Sister blog of Physicists of the Caribbean in which I babble about non-astronomy stuff, because everyone needs a hobby

Sunday 19 February 2017

The backfire effect and how to prevent it

As this is an hour-long podcast, I took notes.

People do not update their views automatically when new facts come along (as we know, they're not Bayes nets). They cling to their beliefs in the face of strong contrary evidence. Indeed such evidence can produce a "backfire effect", causing them not just to dig in their heels and defend that belief more strongly, but actually believe more strongly.

There's a flip side of confirmation bias : not only are people more trusting and less skeptical of things they already believe, but they're also less trusting and more skeptical of contrary positions.

Scientists do not suffer from this to such a great extent as other groups in part because of the system in which they operate, which rewards presenting data and forming a conclusion. This is not always the case in other spheres, and scientists being more objective than other people is not (at least wholly) due to their being innately more rational than everyone else.

It seems that the backfire effect may have a breaking point : give people enough information and they do change their minds. Researchers conducted a study in which participants were given information about a fake presidental primary election. Beforehand they were given a questionnaire to fill in about their pre-existing political beliefs. The researchers then gave them news stories about the various candidates they could vote for. Participants were divided into different groups which received different fractions of neutral and negative news, from entirely neutral up to 80% negative. This negative news was based on the individual questionnaires, tailored to paint the candidates in a way the participants were likely to personally, viscerally object to.

They found that levels of around 10-15% negative news produced the backfire effect. At around 15-30% the backfire effect was still present, but participants began to also start to question their preferred candidate more critically. Beyond 30% the backfire effect dropped away and they began to change their opinion about their candidates.

This is a laboratory test, of course, where the researchers had total control over what the participants were reading (though they were allowed to decide for themselves how much they read). In the real world people have much more control, selecting trusted news sources for themselves. So they can be much harder to reach because they never see the negative facts or alternative opinions. This means that actually getting them to hear this much negative information is extremely difficult : it's not that people don't know, it's that they refuse to know. A more optimistic take-away point is that people do change their minds if you can reach them.

Being aware of this effect can help, but it doesn't stop it entirely. The researchers conclude that to win people over, you have to keep trying. Keep bringing facts and entering discussions. Those are important, however, they are not the whole story.

It's true that people don't learn if you don't give them anything to learn, so you do have to keep debating and bringing evidence. But there are other factors at work. If they have become especially convinced of an idea, it becomes part of their identity. And the brain does not like having its identity threatened, so it rejects the attack. An alternative view may seem terrifying as it threatens a believer's world view and their whole identity. That's why people do have a motivation to disbelieve alternative ideas even when it seems they should have no good reason to do so.

The most deeply convinced hardcore supporters are not impossible to reach but it will require a long struggle. Even those who are more persuadable have to be approached with more than just data. One approach is not to explicitly try and debunk an idea, but engage a believer as though you were helping to solve a mystery together (also, even just mentioning whatever myth they believe can reinforce it in their own minds). Perhaps the overt effort to debunk is unconsciously seen as a threat, "you must be stupid to believe that".
Another approach is not to try and change people's beliefs to change their behaviour, but to change their behaviour to change their beliefs. E.g. get employees to wash their hands by stamping them with something that takes a few washes to remove, thus forming a habit which then becomes a belief in the importance of cleanliness.

While it's okay to engage in multiple lines of inquiry in an openly-debating situation, where the stated goal is to reach a conclusion and change minds, this doesn't necessarily work in all situations. If people think you're going for overkill, they may sense that you're just trying to change their mind and not establish the truth : if one reason is enough, why are you giving me ten ? Hence politicians go for repetitive, limited sound bites with strong messages.

Finally, people like narrative, causal explanations. Never leave a gap. If your message undermines their existing belief for why a thing happens, you must simultaneously replace it with another one. People prefer an incorrect model to an incomplete one - if you simply take something away from them without offering any replacement, you will do more harm than good.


# Problem to solve
Below are records; report the number of lines among them that include the word "outer", and nothing further.

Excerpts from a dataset
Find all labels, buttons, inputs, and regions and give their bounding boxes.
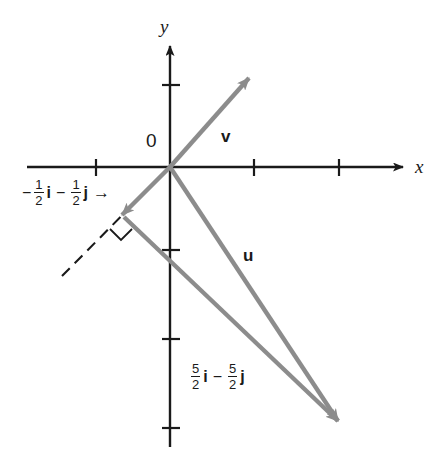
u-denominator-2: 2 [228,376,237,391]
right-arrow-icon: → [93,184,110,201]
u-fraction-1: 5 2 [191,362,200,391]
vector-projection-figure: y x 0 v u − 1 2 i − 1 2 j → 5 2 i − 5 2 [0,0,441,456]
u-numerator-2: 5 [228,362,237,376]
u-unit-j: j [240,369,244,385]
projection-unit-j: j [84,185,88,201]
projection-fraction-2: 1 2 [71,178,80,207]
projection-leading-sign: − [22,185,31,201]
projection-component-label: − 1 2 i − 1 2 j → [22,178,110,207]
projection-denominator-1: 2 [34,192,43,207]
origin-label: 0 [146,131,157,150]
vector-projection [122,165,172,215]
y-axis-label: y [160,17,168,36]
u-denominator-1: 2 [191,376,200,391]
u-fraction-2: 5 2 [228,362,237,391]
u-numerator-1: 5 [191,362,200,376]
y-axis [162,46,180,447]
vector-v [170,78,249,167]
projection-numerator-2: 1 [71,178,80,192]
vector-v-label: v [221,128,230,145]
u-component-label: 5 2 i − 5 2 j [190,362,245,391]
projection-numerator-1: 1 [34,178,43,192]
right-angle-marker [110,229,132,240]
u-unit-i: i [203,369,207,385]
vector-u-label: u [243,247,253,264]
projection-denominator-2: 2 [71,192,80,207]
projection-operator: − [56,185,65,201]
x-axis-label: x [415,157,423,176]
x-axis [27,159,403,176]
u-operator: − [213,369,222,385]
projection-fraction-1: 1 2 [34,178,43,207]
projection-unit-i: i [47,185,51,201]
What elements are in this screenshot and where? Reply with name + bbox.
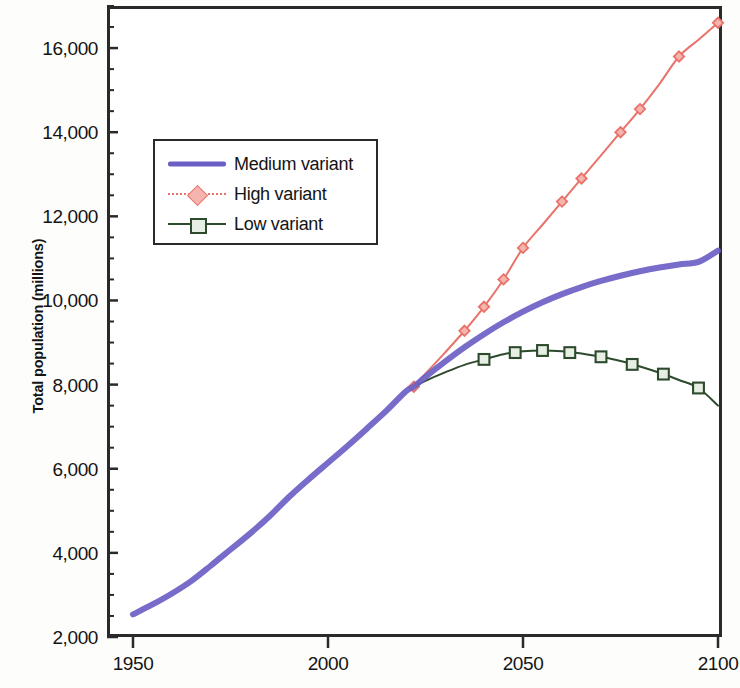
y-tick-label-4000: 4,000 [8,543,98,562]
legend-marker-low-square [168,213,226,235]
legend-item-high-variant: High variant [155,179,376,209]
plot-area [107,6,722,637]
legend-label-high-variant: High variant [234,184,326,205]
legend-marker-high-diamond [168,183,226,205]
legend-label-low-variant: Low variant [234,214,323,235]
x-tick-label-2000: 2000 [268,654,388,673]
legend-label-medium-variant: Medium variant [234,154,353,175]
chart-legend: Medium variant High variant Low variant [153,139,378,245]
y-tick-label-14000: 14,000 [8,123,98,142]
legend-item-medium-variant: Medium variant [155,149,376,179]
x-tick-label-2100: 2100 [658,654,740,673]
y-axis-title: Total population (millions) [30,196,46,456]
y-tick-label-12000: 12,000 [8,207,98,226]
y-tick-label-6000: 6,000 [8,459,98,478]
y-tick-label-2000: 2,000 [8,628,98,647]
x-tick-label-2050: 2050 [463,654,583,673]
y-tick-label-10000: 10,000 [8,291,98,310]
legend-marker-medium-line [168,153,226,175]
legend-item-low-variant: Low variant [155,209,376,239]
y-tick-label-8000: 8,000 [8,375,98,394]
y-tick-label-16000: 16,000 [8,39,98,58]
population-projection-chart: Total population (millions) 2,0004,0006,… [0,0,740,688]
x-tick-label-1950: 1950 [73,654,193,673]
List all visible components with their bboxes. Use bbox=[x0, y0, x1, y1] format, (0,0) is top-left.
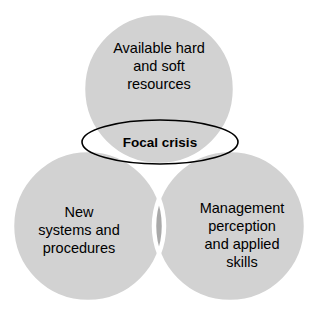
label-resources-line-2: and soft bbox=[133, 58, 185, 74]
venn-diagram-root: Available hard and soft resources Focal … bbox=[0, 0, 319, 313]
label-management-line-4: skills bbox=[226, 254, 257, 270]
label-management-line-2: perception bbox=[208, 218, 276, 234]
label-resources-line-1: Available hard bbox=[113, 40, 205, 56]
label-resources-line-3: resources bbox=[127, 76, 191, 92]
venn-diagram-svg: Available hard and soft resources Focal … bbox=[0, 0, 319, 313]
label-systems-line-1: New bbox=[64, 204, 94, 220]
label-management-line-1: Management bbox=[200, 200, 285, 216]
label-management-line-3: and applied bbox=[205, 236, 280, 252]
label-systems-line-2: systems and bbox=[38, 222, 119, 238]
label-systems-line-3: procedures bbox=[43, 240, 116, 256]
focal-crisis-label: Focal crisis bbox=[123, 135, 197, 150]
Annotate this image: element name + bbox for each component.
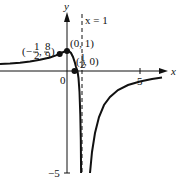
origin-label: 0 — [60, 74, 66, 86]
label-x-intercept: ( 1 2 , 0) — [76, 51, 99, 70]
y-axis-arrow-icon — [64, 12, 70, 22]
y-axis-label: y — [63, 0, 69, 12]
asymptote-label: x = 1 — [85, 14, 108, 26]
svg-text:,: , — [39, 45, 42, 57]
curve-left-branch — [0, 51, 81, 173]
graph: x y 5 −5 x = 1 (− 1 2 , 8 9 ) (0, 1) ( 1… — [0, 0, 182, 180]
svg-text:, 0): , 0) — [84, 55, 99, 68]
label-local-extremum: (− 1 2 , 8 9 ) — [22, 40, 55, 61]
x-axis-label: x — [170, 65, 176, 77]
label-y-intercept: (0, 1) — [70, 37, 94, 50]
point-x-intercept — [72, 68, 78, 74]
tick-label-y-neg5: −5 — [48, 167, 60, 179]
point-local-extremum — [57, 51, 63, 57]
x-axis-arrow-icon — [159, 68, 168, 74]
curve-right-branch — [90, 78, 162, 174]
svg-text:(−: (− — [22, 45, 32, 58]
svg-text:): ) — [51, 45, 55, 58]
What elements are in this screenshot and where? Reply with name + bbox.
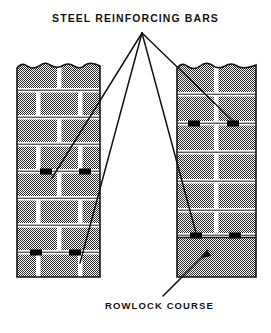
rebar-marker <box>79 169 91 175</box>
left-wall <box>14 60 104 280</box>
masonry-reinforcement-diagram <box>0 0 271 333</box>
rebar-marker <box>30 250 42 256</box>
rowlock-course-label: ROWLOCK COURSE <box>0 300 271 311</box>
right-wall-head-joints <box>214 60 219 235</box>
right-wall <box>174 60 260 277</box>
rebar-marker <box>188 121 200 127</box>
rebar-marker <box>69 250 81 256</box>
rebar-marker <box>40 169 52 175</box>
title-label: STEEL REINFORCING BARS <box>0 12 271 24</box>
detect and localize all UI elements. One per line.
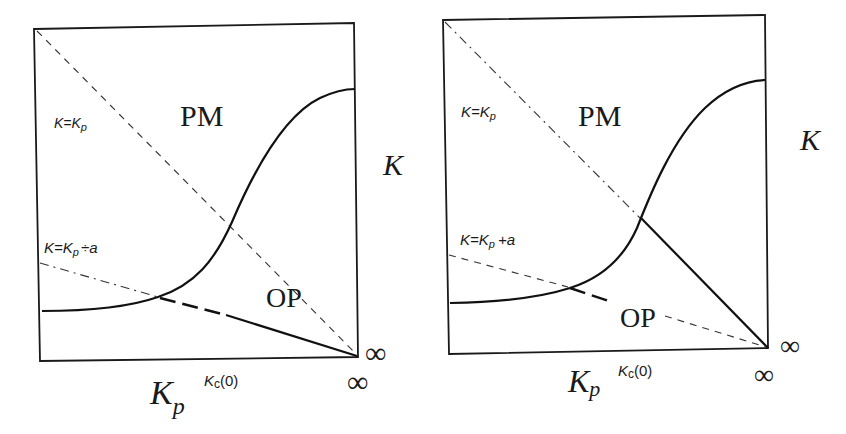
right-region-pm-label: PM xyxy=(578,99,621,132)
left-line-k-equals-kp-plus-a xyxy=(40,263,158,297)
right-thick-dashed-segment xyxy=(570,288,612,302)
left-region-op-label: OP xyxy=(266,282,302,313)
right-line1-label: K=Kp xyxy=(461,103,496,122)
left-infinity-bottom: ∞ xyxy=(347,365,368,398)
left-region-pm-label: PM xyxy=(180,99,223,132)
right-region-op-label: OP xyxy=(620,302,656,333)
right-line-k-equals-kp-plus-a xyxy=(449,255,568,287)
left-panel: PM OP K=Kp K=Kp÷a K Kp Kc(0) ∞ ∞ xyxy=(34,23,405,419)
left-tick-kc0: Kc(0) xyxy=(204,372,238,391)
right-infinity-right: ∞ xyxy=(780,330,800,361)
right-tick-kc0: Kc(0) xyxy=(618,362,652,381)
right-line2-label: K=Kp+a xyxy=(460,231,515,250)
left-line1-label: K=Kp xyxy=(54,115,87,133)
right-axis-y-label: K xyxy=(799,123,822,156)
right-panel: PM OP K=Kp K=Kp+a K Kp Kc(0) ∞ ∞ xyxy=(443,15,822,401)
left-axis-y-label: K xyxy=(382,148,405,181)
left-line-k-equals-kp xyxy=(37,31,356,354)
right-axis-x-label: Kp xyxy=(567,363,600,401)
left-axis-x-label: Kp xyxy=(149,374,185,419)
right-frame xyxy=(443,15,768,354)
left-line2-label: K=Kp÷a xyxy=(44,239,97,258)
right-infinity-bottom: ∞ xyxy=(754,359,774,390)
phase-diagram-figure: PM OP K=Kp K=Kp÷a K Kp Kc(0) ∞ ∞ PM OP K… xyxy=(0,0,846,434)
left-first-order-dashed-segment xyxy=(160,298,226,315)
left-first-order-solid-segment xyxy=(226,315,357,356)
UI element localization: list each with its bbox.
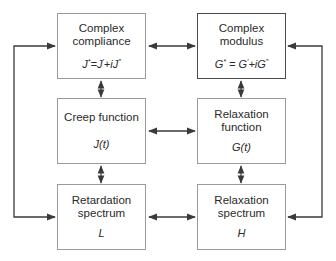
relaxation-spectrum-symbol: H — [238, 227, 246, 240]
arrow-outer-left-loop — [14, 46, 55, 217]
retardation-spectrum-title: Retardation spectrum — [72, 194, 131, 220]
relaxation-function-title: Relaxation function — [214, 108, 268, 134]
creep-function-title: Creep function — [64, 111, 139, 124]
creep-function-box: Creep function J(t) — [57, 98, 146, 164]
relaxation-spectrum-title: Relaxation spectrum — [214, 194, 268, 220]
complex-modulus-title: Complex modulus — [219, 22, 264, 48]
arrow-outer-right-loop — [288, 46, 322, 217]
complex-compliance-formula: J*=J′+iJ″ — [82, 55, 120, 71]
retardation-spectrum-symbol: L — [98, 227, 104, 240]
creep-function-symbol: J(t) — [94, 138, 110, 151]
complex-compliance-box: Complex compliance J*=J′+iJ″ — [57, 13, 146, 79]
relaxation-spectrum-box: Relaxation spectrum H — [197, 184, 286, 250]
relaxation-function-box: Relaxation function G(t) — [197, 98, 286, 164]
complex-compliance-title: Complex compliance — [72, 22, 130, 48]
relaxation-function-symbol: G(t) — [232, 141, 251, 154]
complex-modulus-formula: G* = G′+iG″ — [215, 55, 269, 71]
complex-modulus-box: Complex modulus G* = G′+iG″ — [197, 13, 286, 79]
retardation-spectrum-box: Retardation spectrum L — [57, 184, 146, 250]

# Response to this exercise
2